There always comes a time when one must choose between contemplation and action. This is called becoming a man.

--Albert Camus

Thoughts of suicide have got me through many a bad night.

--Albert Camus

I realized then that a man who had lived only one day could easily live for a hundred years in prison. He would have enough memories to keep him from being bored.

--Albert Camus

Some cry: 'Love me!' Others: 'Don't love me!' But a certain genus, the worst and most unhappy, cries: 'Don't love me and be faithful to me!'

--Albert Camus

Believe me, the hardest thing for a man to give up is that which he really doesn't want, after all.

--Albert Camus

When a war breaks out, people say: It's too stupid; it can't last long. But though a war may well be too stupid, that doesn't prevent its lasting. Stupidity has a knack of getting its way; as we should see if we were not always so much wrapped up in ourselves.

--Albert Camus

When I look at my life and its secret colors, I feel like bursting into tears.

--Albert Camus

I would rather not have upset him, but I couldn't see any reason to change my life. Looking back on it, I wasn't unhappy. When I was a student, I had lots of ambitions like that. But when I had to give up my studies I learned very quickly that none of it really mattered.

--Albert Camus

It is natural to give a clear view of the world after accepting the idea that it must be clear.

--Albert Camus

A sub-clerk in the post-office is the equal of a conqueror if consciousness is common to them.

--Albert Camus

No code of ethics and no effort are justifiable a priori in the face of the cruel mathematics that command our condition.

--Albert Camus

I feel like getting married, or committing suicide, or subscribing to L'Illustration. Something desperate, you know.

--Albert Camus

A trial cannot be conducted by announcing the general culpability of a civilization.
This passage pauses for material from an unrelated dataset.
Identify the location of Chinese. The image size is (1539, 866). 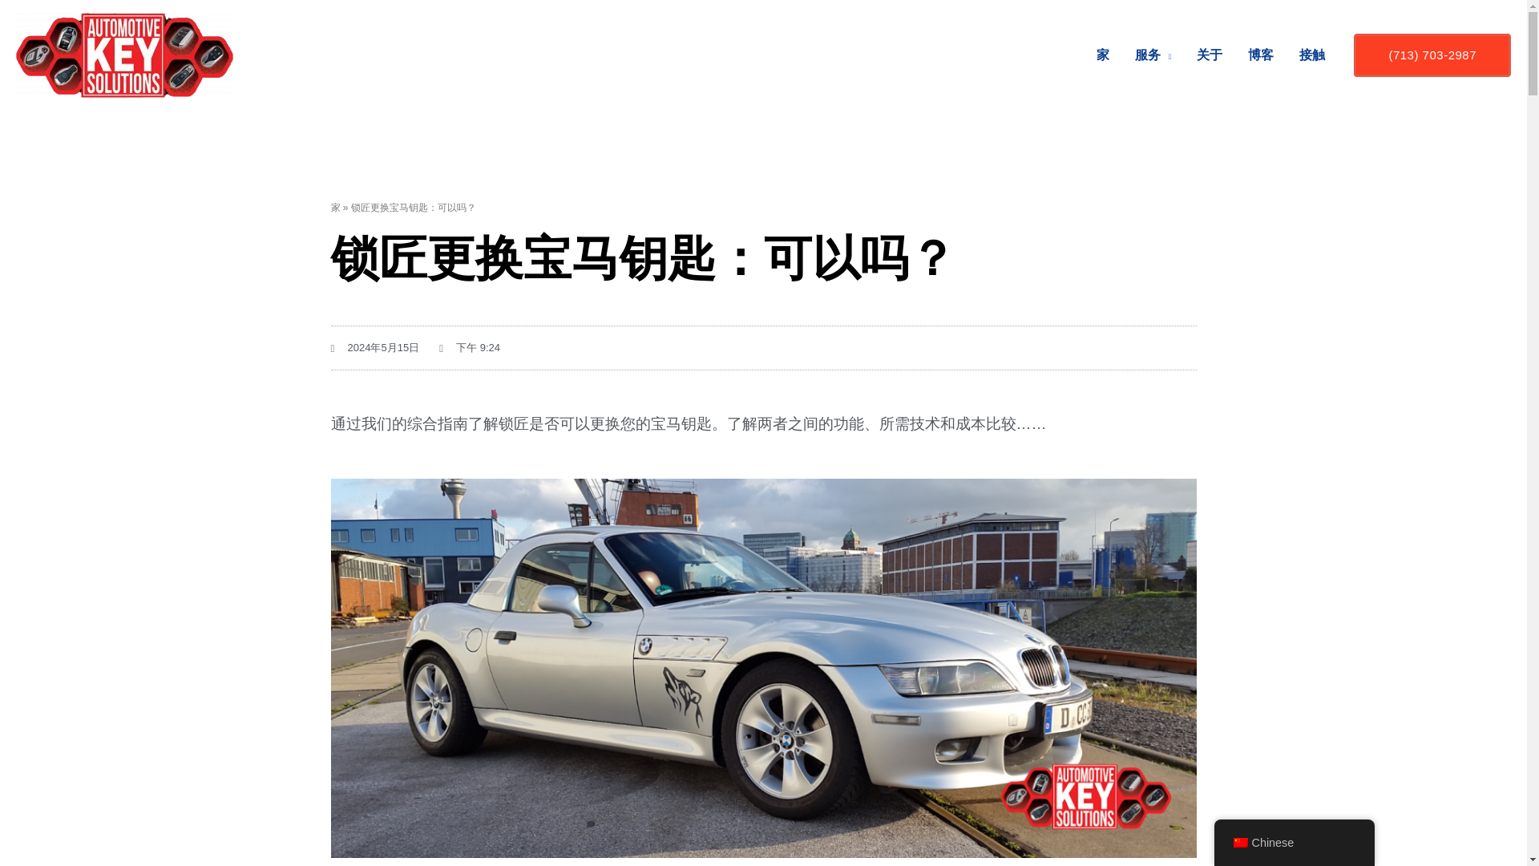
(1239, 842).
Only the actual deeds which, at least, stank in the nostrils of the entire world were brought to judgment.

--Albert Camus

God is not necessary to create culpability, or to punish. Our fellow men are enough for that, helped by ourselves.

--Albert Camus

After another moment's silence she mumbled that I was peculiar, that that was probably why she loved me but that one day I might disgust her for the very same reason.

--Albert Camus

Ale zawsze nadchodzi godzina w historii, kiedy ten, co ośmiela się powiedzieć, że dwa i dwa to cztery, jest karany śmiercią.

--Albert Camus

Always there comes an hour when one is weary of one's work and devotion to duty, and all one craves for is a loved face, the warmth and wonder of a loving heart.

--Albert Camus

He was expressing his certainty that my appeal would be granted, but I was carrying the burden of a sin from which I had to free myself. According to him, human justice was nothing and divine justice was everything. I pointed out it was the former that had condemned me.

--Albert Camus

Even when one sits in the prisoner's dock, it is interesting to hear talk about oneself.

--Albert Camus

There is merely bad luck in not being loved; there is misfortune in not loving. All of us, today, are dying of this misfortune. For violence and hatred dry up the heart itself; the long fight for justice exhausts the love that nevertheless gave birth to it.

--Albert Camus

Fancy language, like poplin, too often conceals an eczema.